“Guillermo del Toro: Crafting Pinocchio,” the ever-expanding 8,000-square-foot traveling exhibit dedicated to the art of crafting Guillermo del Toro and co-director Mark Gustafson’s meticulous stop-motion Oscar-winning film, it made its way from the Museum of Modern Art in New York to the Portland Art Museum in Oregon.
This past weekend, the three-time Oscar winner came to Rose City in person to pick up a Cinema Unbound award from WFP CUT (the Portland Art Museum’s New Media Center for an Untold Tomorrow) and then sit down for a relaxing chat with PAM CUT curator Amy Dotson. As usual, the filmmaker spoke recklessly on a range of topics, from the struggle to get even his passion projects to his commitment to animation and the threat of artificial intelligence hanging over the creative community.
“Since I was a kid, all I’ve wanted to do was monsters and stop-motion animation, and that’s what I’m doing, so why the fuck shouldn’t I do it?” the director of “Shape of Water” and “Pan’s Labyrinth” laughed. His next film – also for “Pinocchio” distributor Netflix – is an animated adaptation of Kazuo Ishiguro’s fantasy novel “The Buried Giant”. The film, which is two years into production, uses stop-motion but is certainly less monster-based and focused on a version of England where King Arthur really existed. “Pinocchio” animators ShadowMachine are behind the project.
Del Toro, who recently said that five of his projects so far have been rejected by the studios this year, told the Portland museum audience, “But let’s move on. With ShadowMachine, Mark, everybody, when we were involved with ‘Pinocchio’, you have no idea how we were involved meeting after meeting after meeting, and to hear no… if you have a belief that it has to be done, ‘no’ is a ” yeah” waiting to happen, and you just say, okay, your loss. You literally have to believe it. You shouldn’t question your material. You shouldn’t be saying, ‘What am I doing wrong?’ The last time someone aired “The Buried Giant,” I wrote an email and said, It’s easier for me to do that than to argue with you. I’ll just show you. And you will see that I was right. Or not. There are many things to do, but it is very important to have this certainty”.

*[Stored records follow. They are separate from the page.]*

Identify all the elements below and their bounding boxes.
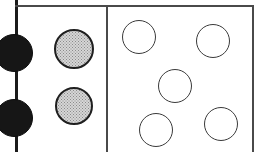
open-circle-bottom-left <box>139 113 173 147</box>
open-circle-bottom-right <box>204 107 238 141</box>
figure-canvas <box>0 0 261 152</box>
open-circle-top-left <box>122 20 156 54</box>
open-circle-top-right <box>196 24 230 58</box>
open-circle-panel <box>0 0 261 152</box>
open-circle-center <box>158 69 192 103</box>
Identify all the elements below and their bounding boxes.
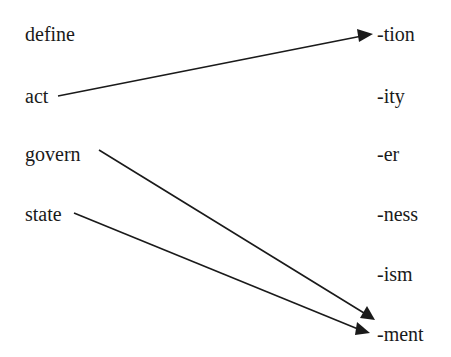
connection-arrows <box>0 0 451 357</box>
arrowhead-tion-icon <box>357 29 373 42</box>
suffix-ism: -ism <box>377 264 413 284</box>
arrowhead-ment-lower-icon <box>355 322 370 335</box>
suffix-ness: -ness <box>377 204 418 224</box>
arrow-act-to-tion <box>58 36 362 96</box>
root-word-govern: govern <box>25 144 81 164</box>
arrow-state-to-ment <box>74 213 358 329</box>
suffix-er: -er <box>377 144 399 164</box>
suffix-tion: -tion <box>377 24 415 44</box>
arrow-govern-to-ment <box>99 150 364 313</box>
suffix-ment: -ment <box>377 324 424 344</box>
arrowhead-ment-upper-icon <box>360 306 375 320</box>
root-word-state: state <box>25 204 62 224</box>
root-word-act: act <box>25 86 48 106</box>
suffix-ity: -ity <box>377 86 405 106</box>
root-word-define: define <box>25 24 75 44</box>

Del Toro said that as he continues to develop films like “The Buried Giant,” he still watches “three films a day” for inspiration, and often that means re-watching. “If you see all of ‘All About Eve’ when you’re 15, and you see ‘All About Eve’ when you’re 40, you see two completely different movies.”
When asked about his optimism about the state of creativity in general at the moment, del Toro said: “I remain enthusiastic but skeptical in the sense that I know we are a horrible human race, but we do great things and a lot of people are great. What gives me hope and makes me think it’s worth it? The next generation because we undoubtedly fucked it up… in that hope, it can only come with your full support,” motioning to people in the standing-only crowd at the Portland Art Museum.
He added: “When I see people without fear, it inspires me and I like it, and I like the possibilities that people are talking about now, and how terrible it all is, and (how) people are afraid of AI… I don’t I know I don’t fear artificial intelligence, I fear natural stupidity. Any intelligence in this world is artificial. When I look at people entering the art scene and what they are like despite all the things that are hardships and all the things that weigh against them, they love art, and that’s what makes my spirit sing.
While praising the next generation, del Toro also cautioned that ages 14 and 24 are “hell,” adding: “Ever since I was seven, I’ve been dying to get old. The real crime in our existence is to seek perfection. We should all aspire to imperfection.
The advice for himself as an eight-year-old he wishes he could say now? “Don’t eat that fucking cupcake.”